Of the 110 Senate and House bills proposed to the Idaho Legislature (as of January 30), all but four include an emergency clause. While this practice is legal, it tests the limits of Article III, Section 22 of the Idaho Constitution.

That provision exists to prevent laws from taking effect immediately, giving the public time to review legislation and organize a referendum. The emergency clause was designed as a ‘break glass in case of emergency’ workaround for urgent situations, providing immediate support to the public in case of disaster, health/peace crises or budget emergencies.

Instead, many Idaho representatives use the clause in a lax administrative fashion.

Rather than utilizing it to address an imminent crisis, the clause allows them to set effective dates for proposed bills, with many at the beginning of Idaho’s fiscal year, July 1. 

For a famously conservative state, Idaho legislators seem to enjoy a very liberal interpretation of a clause meant to protect the public in times of need, not to clean up routine lawmaking for their convenience.
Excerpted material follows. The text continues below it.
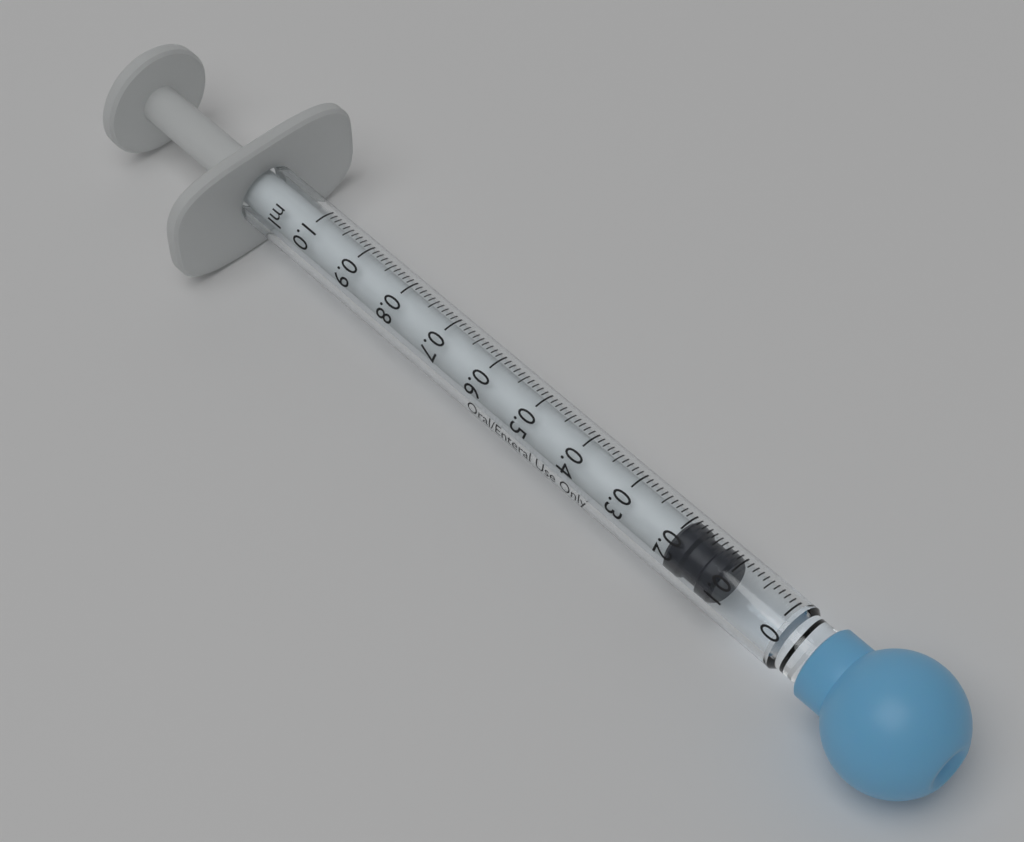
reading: 0.11 ml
By proposing bills under the guise of urgency, it becomes unrepresentative of public interest, endangering a citizen’s ability to challenge laws by shrinking the practical referendum window.

Furthermore, the emergency is only declared, not defined, meaning a legislator can declare anything as an emergency. An example being House Bill 545, which aims to expand counseling licensure to include chaplains who served in the U.S. Military. Unless there’s a massive shortage of religious licensed counselors in Idaho, the definition of emergency is being stretched pretty thin here.
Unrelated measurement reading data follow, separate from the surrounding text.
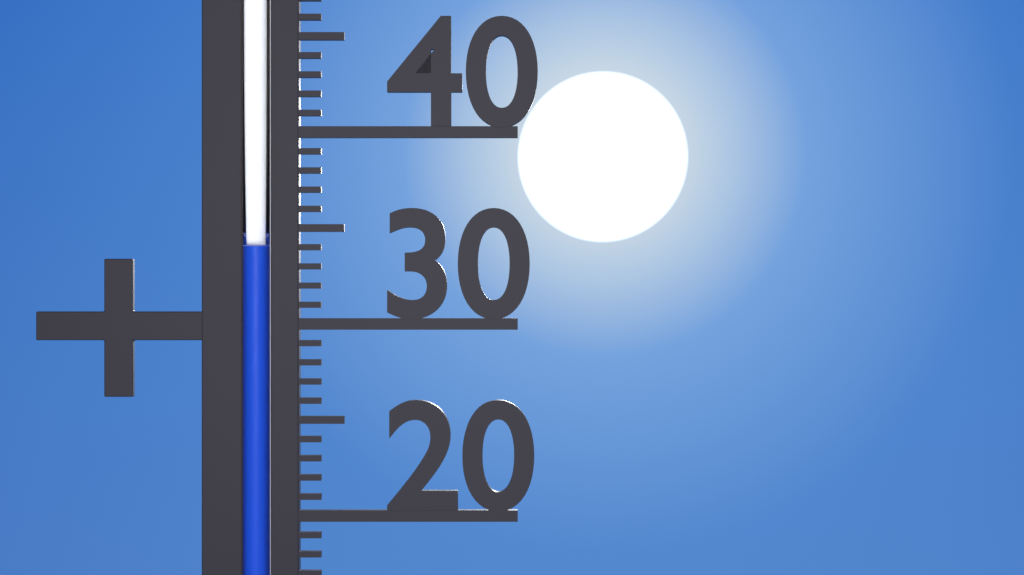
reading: 34 (no unit)
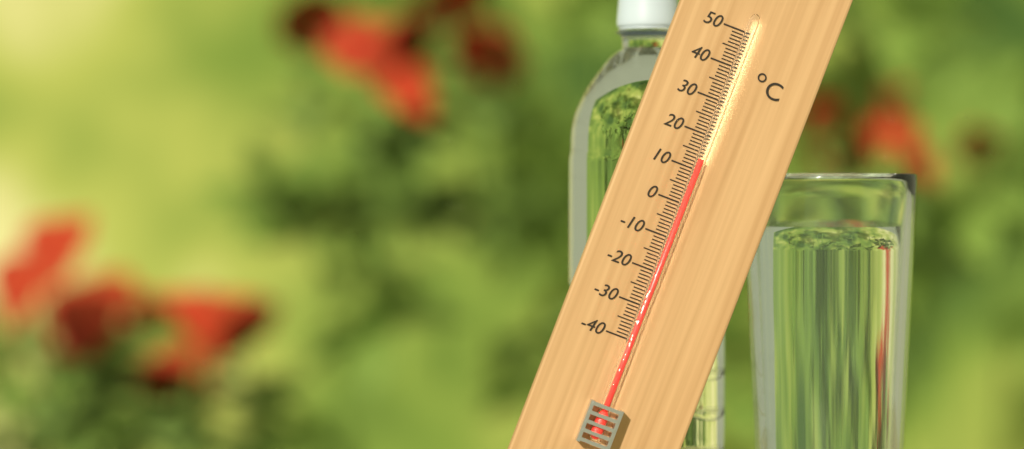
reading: 13 °C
Of the proposed bills, most fall under the July 1 date for that administrative convenience, but a handful of them take full advantage of the clause, going into effect immediately after approval. 

The aforementioned flag bill (H0561), concerning limitations on certain flags being flown on government property, charges $2,000 dollars per day to government entities not flying the official city, state or county flag. This bill also includes the emergency clause without an effective date, so as soon as Gov. Little puts pen to paper, it goes into effect. 

The swift process bypasses and limits Idahoans’ window for a referendum against the bill. When used recklessly, it shrinks citizens’ voices and normalizes the routine use of emergency powers for frivolous endeavors. Idaho’s continued use of the emergency powers meant to help Idahoans in crisis actively erodes citizens’ ability to trust the government when there is one. 

If the Idaho Legislature simply needs to avoid an administrative headache, consider amending the constitution to allow bills to take effect on the start of the fiscal year without labeling routine legislation an emergency. Better yet, require lawmakers to justify their so-called “emergencies” with a criteria and reserve the emergency clause for true crises. 

Idahoans deserve laws that are urgent when they truly need to be, because if everything is an emergency, nothing really is.

This Post Has One Comment

  1. John Poole

    Effectively cuts the red tape and keeps things from being dragged through the mud ad-nausem. What a novel concept!!